I also finished Brian Norman’s Dead Women Talking. In this closing section of the book, Norman
discusses Ana Castillo’s So Far From God,
Alice Sebold’s The Lovely Bones,
Suzan-Lori Parks’ Getting Mother’s Body,
and Maxine Hong Kingston’s “No Name Woman.” A couple of things really jumped
out at me, the first being the fact that Sebold’s novel is the first text to
which Norman does not give unqualified praise. Seeing it for the most part as a
rather insipid suburban novel that exemplifies that moment at which the
presence of a dead female narrator is in danger of becoming a gimmick, Norman nevertheless provides an astute reading of the way in which the novel’s
conclusion is surprising on both a plot-based and generic level. Norman’s book
ends very thought-provokingly with a discussion of a dead woman who refuses to
talk. After examining a number of examples of the ways in which dead women talking
force communities to come to terms with their histories and further the cause
of justice, Norman concludes that sometimes the most just and ethical position
is to let the dead remain silent.
Every day I read fifty pages of fiction, fifty pages of non-fiction, and I watch a movie. And then I tell you what I think of it all.
Thursday, January 30, 2014
HollowCity/DeadWomenTalking/Constantine
Today I read the first fifty pages of Ransom Riggs’ Hollow City (2014), the sequel to his 2011 novel Miss Peregrine’s Home for Peculiar Children. I read Miss Peregrine at the urging of my older daughter, who loved it,
and I loved it, too. I found it refreshingly original and atmospheric and it
used the interface between text and image in really imaginative ways. Above
all, it conveyed a message about the importance of valuing difference that was
neither sentimental nor oversimplified. Hollow
City begins right after the cliffhanger ending of Miss Peregrine and the first fifty pages strike a nice balance
between advancing the action and recapitulating some of the key moments and
themes of the first novel.
I also watched Francis
Lawrence’s 2005 film Constantine, based on the comic Hellblazer. I’m not a huge fan of Keanu Reeves but I think he’s at his best here,
largely because he’s supported by an amazing cast including Tilda Swinton (as
the Archangel Gabriel!), Rachel Weisz (with a very credible American accent),
Peter Stormare (with a wonderfully creepy and restrained performance as
Lucifer), and one of my favorite character actors, Pruitt Taylor Vince (as an alcoholic
priest). Not even the awful Gavin Rossdale can mess things up. But despite
great acting and wonderful special effects, there’s one scene that ruins this
film for me. When a Mexican laborer accidentally finds the object the entire
film revolves around, he takes it to Los Angeles, crossing the border into the
US to do so. Thanks to the evil power of the object, the Mexican man leaves a
trail of death and destruction behind him, but the sight of this man jumping a
fence to enter the US and crossing a plain while cattle drop dead all around
him exemplifies viscerally racist fantasies of the immigrant as a source of
contagion in a completely uncritical fashion. Ironically, a deleted scene from the movie shows the Mexican man killing two border
patrol agents, but what Lawrence left in is just as egregious.

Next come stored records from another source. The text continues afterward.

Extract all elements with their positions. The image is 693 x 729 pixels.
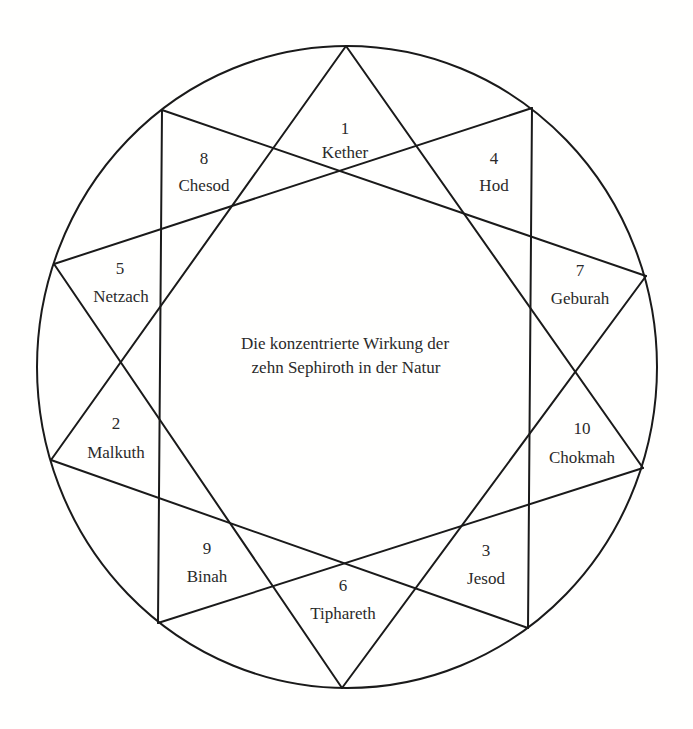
sephira-netzach: 5 Netzach bbox=[93, 259, 149, 306]
line-right-lower-to-bottom-left bbox=[158, 468, 643, 623]
sephira-number: 8 bbox=[200, 149, 209, 168]
line-left-lower-to-bottom-right bbox=[51, 460, 528, 628]
sephira-chesod: 8 Chesod bbox=[179, 149, 231, 195]
sephira-jesod: 3 Jesod bbox=[467, 541, 505, 588]
sephira-name: Netzach bbox=[93, 287, 149, 306]
sephira-number: 9 bbox=[203, 539, 212, 558]
sephira-name: Tiphareth bbox=[310, 604, 376, 623]
sephira-name: Jesod bbox=[467, 569, 505, 588]
sephira-name: Chokmah bbox=[549, 448, 616, 467]
sephira-malkuth: 2 Malkuth bbox=[87, 414, 145, 462]
line-top-to-left-lower bbox=[51, 46, 346, 460]
sephira-hod: 4 Hod bbox=[479, 149, 509, 195]
line-top-to-right-lower bbox=[346, 46, 643, 468]
sephira-name: Malkuth bbox=[87, 443, 145, 462]
sephira-name: Kether bbox=[322, 143, 369, 162]
caption-line-1: Die konzentrierte Wirkung der bbox=[241, 334, 449, 353]
sephira-number: 10 bbox=[574, 419, 591, 438]
line-upper-right-to-left-upper bbox=[54, 108, 532, 264]
line-right-vertical bbox=[528, 108, 532, 628]
sephira-geburah: 7 Geburah bbox=[551, 261, 610, 308]
sephira-number: 3 bbox=[482, 541, 491, 560]
sephira-number: 6 bbox=[339, 576, 348, 595]
sephira-tiphareth: 6 Tiphareth bbox=[310, 576, 376, 623]
sephira-name: Chesod bbox=[179, 176, 231, 195]
diagram-canvas: 1 Kether 8 Chesod 4 Hod 5 Netzach 7 Gebu… bbox=[0, 0, 693, 729]
caption-line-2: zehn Sephiroth in der Natur bbox=[252, 358, 441, 377]
sephira-number: 1 bbox=[341, 119, 350, 138]
sephira-name: Hod bbox=[479, 176, 509, 195]
sephira-number: 2 bbox=[112, 414, 121, 433]
sephira-number: 7 bbox=[576, 261, 585, 280]
sephira-name: Geburah bbox=[551, 289, 610, 308]
line-left-vertical bbox=[158, 110, 162, 623]
center-caption: Die konzentrierte Wirkung der zehn Sephi… bbox=[241, 334, 449, 377]
line-upper-left-to-right-upper bbox=[162, 110, 646, 276]
sephira-kether: 1 Kether bbox=[322, 119, 369, 162]
sephira-number: 4 bbox=[490, 149, 499, 168]
sephiroth-diagram: 1 Kether 8 Chesod 4 Hod 5 Netzach 7 Gebu… bbox=[0, 0, 693, 729]
sephira-chokmah: 10 Chokmah bbox=[549, 419, 616, 467]
sephira-name: Binah bbox=[187, 567, 228, 586]
sephira-binah: 9 Binah bbox=[187, 539, 228, 586]
sephira-number: 5 bbox=[116, 259, 125, 278]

Wednesday, January 29, 2014
Hogan/DeadWomenTalking/MurdersintheRueMorgue
Today I finished Linda Hogan’s Mean Spirit. Not surprisingly, the conclusion of the novel brings a
combination of resolution and open-endedness. Also unsurprisingly, this novel
did not really turn out to be a whodunit. It was suggested at an early point of
the novel that Hale, the local oil baron, was somehow mixed up in all the
deaths and that turned out to be just so. But what’s interesting is that Hogan
does not make Hale’s conviction and imprisonment the climax of the book;
indeed, after following Hale’s trial in some detail, Hogan notes the fact of
his conviction in just a single sentence. Although Hale’s imprisonment seems to
promise the beginning of a time of healing for the people and the land that have
gone through so much, in fact Hogan ends the novel with a final act of
destruction: the blowing-up of the Graycloud house in another dynamite attack.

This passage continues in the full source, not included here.